Two-Factor Authentication adds a second layer of security beyond your password. For crypto accounts, 2FA is essential — it means that even if your password is compromised, an attacker still needs access to your second factor. Authenticator apps (Google Authenticator, Authy) are strongly preferred over SMS 2FA, which is vulnerable to SIM-swapping attacks.

Security Features

Time-based One-Time Passwords (TOTP): 6-digit codes that change every 30 seconds, Authenticator apps: Google Authenticator, Authy, Microsoft Authenticator, Hardware security keys: YubiKey, Titan — strongest form of 2FA, SMS 2FA: vulnerable to SIM swapping (avoid for crypto), Backup codes: one-time-use recovery codes (store securely)

Pros & Cons

Pros: significantly reduces account compromise risk, easy to set up, free. Cons: can be locked out if you lose your 2FA device, SIM-based 2FA is vulnerable, backup codes must be stored securely, adds friction to every login.

Setup Steps

1. Download an authenticator app (Authy is recommended because it supports encrypted cloud backup of 2FA tokens). 2. Enable 2FA on every exchange and crypto service. 3. Scan the QR code with your authenticator app. 4. Save the backup codes in a secure, offline location. 5. Consider a hardware security key (YubiKey) for maximum security. 6. NEVER use SMS-based 2FA for crypto exchanges. 7. If using Google Authenticator (no cloud backup), ensure you have backup codes stored separately.

Best For

Every single crypto user — this is non-negotiable basic security

Tips & Recommendations

SIM swapping is real and common — attackers call your phone provider, convince them to transfer your number to a new SIM, and then use your SMS 2FA to drain your accounts. This has happened to thousands of crypto users. Use an authenticator app, not SMS. If using Authy, enable the encrypted backup feature AND set a strong backup password.

Related Wallet Guides

Cold Storage Best Practices

Cold storage refers to keeping cryptocurrency completely offline — disconnected from the internet at all times. This includes hardware wallets, paper wallets, and air-gapped computers. Cold storage is the gold standard for securing large holdings because it eliminates remote attack vectors entirely. The key principle: your private keys have never touched an internet-connected device.

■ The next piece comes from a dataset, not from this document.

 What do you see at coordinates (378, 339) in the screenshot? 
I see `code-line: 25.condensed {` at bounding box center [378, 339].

Protecting Against Phishing & Scams

Phishing and social engineering are the most common ways people lose cryptocurrency. Attackers create fake websites, impersonate support staff, send malicious links, create fake token approvals, and use urgency to trick users into revealing credentials or signing malicious transactions. In crypto, transactions are irreversible — once you sign a malicious transaction or enter your seed phrase on a fake site, your funds are gone.

Seed Phrase Security Guide

Your seed phrase (recovery phrase, mnemonic) is the master key to all your cryptocurrency. Anyone with your seed phrase has complete, irreversible control over your funds. It's typically 12 or 24 words generated by your wallet using the BIP-39 standard. Protecting your seed phrase is the single most important security practice in crypto. The number one rule: NEVER store it digitally.

Crypto Inheritance & Estate Planning

An estimated $20+ billion in cryptocurrency is permanently lost because holders died without sharing access information. Crypto inheritance planning ensures your digital assets can be transferred to heirs without compromising security during your lifetime. Solutions range from simple sealed envelopes with instructions to sophisticated multi-party schemes using time-locks, dead man's switches, and professional custodians.